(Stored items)
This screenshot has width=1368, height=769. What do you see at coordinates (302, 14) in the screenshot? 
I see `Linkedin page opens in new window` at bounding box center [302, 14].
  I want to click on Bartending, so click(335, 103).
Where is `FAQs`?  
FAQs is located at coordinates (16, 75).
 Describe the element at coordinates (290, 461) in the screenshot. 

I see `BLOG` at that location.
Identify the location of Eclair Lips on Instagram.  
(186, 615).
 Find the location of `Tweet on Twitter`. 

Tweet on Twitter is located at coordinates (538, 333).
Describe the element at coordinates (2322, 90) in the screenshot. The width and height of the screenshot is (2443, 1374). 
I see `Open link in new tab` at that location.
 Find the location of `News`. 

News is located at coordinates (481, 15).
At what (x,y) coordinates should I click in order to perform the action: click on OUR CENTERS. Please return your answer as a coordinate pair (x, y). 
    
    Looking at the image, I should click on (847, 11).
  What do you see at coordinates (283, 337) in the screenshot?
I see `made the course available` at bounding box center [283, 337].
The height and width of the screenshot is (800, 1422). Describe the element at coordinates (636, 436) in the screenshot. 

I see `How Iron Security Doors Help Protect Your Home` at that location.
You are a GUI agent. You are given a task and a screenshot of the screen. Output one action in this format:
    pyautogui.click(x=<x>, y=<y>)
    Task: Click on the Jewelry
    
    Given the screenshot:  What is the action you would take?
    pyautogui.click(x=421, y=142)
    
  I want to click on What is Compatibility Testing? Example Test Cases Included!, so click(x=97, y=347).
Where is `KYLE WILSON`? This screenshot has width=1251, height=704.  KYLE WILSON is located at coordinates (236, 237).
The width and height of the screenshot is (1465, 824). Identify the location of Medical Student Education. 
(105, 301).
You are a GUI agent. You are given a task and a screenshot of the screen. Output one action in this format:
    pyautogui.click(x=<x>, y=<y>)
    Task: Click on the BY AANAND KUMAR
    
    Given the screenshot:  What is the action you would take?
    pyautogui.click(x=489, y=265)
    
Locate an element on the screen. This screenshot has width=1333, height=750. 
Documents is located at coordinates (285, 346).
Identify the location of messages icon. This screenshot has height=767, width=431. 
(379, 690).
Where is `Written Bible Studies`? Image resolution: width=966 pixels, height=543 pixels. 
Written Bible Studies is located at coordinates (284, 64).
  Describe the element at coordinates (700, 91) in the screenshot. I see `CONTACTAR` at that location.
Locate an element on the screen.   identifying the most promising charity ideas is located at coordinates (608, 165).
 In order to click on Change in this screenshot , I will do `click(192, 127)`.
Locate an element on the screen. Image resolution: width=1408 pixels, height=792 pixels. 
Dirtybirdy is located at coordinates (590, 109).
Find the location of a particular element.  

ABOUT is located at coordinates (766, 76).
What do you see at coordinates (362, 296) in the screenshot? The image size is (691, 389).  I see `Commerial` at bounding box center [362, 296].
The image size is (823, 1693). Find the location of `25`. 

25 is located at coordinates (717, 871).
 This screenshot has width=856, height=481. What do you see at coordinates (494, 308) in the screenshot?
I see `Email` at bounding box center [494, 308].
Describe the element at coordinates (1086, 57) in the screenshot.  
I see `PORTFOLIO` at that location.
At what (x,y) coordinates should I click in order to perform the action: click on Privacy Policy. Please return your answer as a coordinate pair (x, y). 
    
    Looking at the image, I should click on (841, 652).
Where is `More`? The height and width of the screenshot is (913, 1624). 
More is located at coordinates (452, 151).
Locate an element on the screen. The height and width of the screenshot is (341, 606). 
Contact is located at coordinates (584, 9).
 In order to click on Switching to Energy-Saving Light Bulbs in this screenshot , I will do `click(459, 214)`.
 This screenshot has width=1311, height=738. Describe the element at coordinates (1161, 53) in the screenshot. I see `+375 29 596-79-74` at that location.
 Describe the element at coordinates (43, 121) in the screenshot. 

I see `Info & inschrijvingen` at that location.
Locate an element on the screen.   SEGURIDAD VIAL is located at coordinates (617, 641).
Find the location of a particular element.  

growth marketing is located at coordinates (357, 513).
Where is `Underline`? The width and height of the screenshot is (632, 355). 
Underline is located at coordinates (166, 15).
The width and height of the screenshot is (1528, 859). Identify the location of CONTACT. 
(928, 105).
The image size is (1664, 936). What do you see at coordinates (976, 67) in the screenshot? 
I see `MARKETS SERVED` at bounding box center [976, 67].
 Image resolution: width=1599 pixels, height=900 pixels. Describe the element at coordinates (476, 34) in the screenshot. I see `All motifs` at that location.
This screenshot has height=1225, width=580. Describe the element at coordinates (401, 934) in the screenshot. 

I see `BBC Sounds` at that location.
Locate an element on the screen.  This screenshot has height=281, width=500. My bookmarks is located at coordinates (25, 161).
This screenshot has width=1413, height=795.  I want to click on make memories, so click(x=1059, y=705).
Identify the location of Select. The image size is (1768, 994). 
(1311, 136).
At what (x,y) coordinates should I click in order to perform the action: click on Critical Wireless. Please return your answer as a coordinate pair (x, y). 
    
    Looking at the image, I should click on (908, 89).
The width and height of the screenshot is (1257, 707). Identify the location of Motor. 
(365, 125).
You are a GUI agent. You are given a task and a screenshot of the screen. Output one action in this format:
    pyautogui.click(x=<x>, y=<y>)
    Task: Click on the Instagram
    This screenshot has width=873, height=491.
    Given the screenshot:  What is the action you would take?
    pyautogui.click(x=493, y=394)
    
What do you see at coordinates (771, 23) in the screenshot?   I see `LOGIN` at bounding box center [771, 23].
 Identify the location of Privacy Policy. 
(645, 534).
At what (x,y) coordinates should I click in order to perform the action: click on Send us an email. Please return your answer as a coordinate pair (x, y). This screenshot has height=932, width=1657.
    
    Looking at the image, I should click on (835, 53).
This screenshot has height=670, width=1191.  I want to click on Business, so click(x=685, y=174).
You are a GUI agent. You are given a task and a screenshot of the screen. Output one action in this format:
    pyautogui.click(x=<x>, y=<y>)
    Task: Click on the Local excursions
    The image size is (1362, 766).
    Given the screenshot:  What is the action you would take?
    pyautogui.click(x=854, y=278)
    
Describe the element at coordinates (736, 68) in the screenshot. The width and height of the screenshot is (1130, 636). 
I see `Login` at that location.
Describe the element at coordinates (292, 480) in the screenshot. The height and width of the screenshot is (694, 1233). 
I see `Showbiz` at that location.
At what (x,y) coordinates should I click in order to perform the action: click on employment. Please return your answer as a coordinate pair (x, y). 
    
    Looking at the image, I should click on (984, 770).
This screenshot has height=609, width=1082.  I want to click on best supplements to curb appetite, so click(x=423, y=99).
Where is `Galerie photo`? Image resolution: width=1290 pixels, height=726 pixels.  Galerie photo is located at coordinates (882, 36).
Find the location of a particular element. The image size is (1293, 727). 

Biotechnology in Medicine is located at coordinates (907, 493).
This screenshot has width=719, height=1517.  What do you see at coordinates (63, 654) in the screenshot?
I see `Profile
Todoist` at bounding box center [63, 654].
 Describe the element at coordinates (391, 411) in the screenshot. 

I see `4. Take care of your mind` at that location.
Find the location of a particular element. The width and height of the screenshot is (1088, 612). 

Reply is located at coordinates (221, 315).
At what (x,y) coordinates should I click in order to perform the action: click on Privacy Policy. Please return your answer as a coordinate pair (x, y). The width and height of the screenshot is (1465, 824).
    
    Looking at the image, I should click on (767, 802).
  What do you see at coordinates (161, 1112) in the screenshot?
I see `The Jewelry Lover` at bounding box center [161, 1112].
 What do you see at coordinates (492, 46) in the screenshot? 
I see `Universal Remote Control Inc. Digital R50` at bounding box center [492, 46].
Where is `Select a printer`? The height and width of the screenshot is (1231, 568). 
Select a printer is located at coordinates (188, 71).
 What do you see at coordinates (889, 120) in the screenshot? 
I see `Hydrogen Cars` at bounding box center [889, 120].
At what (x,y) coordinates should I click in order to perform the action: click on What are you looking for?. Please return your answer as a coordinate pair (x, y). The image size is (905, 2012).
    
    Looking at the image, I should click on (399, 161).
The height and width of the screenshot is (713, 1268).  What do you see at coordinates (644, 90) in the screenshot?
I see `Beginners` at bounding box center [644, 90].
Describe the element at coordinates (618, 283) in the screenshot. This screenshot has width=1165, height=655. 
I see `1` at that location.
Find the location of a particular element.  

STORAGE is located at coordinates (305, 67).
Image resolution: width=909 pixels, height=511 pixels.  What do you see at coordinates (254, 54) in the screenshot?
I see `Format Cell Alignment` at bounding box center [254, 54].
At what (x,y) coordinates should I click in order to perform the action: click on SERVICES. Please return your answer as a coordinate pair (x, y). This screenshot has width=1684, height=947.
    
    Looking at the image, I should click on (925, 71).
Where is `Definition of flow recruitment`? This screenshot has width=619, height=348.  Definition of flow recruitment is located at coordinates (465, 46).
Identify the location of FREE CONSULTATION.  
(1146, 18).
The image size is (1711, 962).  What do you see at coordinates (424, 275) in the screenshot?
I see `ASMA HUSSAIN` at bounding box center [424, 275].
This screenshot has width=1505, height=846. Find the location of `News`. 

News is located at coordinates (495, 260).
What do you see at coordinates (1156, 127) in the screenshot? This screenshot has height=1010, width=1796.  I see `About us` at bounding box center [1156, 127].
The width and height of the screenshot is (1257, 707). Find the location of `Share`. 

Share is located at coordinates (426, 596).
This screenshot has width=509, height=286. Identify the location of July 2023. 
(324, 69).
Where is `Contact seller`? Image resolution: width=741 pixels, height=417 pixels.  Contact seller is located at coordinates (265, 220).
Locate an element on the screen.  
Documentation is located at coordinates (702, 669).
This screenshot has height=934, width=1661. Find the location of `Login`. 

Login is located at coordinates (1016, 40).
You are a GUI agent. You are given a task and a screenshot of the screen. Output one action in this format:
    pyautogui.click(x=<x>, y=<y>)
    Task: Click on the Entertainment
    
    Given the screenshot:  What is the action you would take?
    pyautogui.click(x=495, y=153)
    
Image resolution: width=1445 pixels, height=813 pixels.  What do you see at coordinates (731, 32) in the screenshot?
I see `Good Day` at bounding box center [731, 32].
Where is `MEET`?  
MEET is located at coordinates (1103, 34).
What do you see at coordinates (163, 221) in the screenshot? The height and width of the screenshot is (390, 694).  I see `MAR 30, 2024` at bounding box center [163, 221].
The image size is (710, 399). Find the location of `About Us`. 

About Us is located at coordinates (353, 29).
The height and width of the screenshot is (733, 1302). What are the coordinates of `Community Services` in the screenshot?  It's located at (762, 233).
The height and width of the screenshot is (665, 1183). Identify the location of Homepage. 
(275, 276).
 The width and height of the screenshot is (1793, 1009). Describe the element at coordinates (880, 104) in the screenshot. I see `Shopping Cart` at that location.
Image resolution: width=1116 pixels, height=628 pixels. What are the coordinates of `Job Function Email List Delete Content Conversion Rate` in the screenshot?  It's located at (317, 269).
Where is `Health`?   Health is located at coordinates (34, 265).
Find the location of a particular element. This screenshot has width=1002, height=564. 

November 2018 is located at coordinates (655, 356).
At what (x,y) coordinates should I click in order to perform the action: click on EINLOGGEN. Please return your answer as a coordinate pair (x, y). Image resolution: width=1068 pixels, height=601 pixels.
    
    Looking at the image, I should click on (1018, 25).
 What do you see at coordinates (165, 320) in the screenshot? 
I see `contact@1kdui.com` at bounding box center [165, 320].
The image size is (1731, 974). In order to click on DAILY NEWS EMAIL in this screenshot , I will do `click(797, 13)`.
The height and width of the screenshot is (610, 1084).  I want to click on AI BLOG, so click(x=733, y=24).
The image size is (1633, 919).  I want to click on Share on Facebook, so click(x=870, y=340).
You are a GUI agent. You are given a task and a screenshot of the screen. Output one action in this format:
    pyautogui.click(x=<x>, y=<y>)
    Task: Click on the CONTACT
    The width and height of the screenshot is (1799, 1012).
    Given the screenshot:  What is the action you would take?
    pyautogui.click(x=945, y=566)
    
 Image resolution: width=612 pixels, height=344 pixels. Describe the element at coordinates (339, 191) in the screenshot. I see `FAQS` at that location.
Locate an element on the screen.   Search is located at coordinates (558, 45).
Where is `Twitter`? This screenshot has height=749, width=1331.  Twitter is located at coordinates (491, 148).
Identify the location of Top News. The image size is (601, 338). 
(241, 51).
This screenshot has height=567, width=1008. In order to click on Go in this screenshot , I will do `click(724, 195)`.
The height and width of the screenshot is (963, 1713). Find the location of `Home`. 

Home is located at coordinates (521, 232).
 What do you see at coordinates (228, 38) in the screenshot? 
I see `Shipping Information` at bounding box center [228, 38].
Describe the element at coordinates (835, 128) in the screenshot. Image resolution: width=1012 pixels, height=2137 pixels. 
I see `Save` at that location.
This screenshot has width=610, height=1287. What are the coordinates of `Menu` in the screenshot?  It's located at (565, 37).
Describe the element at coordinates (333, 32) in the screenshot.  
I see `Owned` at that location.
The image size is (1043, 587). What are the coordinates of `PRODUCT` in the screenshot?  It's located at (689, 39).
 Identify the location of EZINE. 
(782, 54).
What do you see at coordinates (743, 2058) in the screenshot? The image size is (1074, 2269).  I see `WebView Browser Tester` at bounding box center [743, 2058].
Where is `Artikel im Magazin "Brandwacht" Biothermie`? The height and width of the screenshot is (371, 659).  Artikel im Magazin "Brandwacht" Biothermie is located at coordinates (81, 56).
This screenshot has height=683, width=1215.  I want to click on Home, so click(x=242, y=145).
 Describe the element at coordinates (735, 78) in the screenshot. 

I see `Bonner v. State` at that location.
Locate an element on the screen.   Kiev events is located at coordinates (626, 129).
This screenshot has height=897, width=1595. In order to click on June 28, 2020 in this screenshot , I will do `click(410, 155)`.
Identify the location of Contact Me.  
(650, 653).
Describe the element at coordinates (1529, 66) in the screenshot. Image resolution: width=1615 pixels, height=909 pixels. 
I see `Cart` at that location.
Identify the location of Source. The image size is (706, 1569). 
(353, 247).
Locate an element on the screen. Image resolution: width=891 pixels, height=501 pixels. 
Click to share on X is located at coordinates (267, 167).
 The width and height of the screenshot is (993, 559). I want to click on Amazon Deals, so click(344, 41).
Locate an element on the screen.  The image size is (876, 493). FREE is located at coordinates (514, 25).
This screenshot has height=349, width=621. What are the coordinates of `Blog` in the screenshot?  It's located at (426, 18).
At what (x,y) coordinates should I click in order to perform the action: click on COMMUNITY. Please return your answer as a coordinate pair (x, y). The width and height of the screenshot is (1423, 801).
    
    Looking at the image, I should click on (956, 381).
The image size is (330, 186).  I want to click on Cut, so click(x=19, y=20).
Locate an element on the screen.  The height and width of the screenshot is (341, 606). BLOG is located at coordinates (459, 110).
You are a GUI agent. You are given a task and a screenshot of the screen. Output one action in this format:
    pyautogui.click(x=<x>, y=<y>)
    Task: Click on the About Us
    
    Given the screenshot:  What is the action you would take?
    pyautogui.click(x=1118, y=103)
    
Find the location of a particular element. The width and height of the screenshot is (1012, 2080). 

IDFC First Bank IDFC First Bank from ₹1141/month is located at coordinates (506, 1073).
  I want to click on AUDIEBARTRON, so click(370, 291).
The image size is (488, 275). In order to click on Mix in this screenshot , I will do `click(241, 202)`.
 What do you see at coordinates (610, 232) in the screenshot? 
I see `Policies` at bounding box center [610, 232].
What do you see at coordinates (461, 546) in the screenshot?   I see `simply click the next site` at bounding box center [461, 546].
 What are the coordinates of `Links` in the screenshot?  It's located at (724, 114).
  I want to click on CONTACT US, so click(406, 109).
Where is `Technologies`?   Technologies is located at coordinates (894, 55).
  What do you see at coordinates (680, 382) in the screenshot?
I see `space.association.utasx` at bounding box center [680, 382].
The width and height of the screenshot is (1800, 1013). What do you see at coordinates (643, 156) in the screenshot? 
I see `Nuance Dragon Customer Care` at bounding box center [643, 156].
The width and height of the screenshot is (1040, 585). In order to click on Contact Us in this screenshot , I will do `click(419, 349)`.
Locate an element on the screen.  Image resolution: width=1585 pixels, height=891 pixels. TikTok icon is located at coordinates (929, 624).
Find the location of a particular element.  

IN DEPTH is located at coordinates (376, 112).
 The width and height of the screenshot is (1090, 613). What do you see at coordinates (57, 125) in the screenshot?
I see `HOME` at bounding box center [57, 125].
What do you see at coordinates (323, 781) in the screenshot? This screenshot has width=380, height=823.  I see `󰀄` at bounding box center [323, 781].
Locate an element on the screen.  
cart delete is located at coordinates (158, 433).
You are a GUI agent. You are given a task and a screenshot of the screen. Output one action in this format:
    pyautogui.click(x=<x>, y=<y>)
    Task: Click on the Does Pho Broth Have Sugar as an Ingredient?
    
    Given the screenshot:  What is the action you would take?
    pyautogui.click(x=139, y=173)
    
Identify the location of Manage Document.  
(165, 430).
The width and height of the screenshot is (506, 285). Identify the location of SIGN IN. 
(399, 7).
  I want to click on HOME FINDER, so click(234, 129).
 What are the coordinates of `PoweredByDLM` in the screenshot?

● Your goal:
An exact copy of the lines above between the line holding "The image size is (1043, 587)." and the line holding "This screenshot has height=897, width=1595.", inclusive, is the whole answer.

● Reply to the exercise:
The image size is (1043, 587). What are the coordinates of `PRODUCT` in the screenshot?  It's located at (689, 39).
 Identify the location of EZINE. 
(782, 54).
What do you see at coordinates (743, 2058) in the screenshot? The image size is (1074, 2269).  I see `WebView Browser Tester` at bounding box center [743, 2058].
Where is `Artikel im Magazin "Brandwacht" Biothermie`? The height and width of the screenshot is (371, 659).  Artikel im Magazin "Brandwacht" Biothermie is located at coordinates (81, 56).
This screenshot has height=683, width=1215.  I want to click on Home, so click(x=242, y=145).
 Describe the element at coordinates (735, 78) in the screenshot. 

I see `Bonner v. State` at that location.
Locate an element on the screen.   Kiev events is located at coordinates (626, 129).
This screenshot has height=897, width=1595. In order to click on June 28, 2020 in this screenshot , I will do `click(410, 155)`.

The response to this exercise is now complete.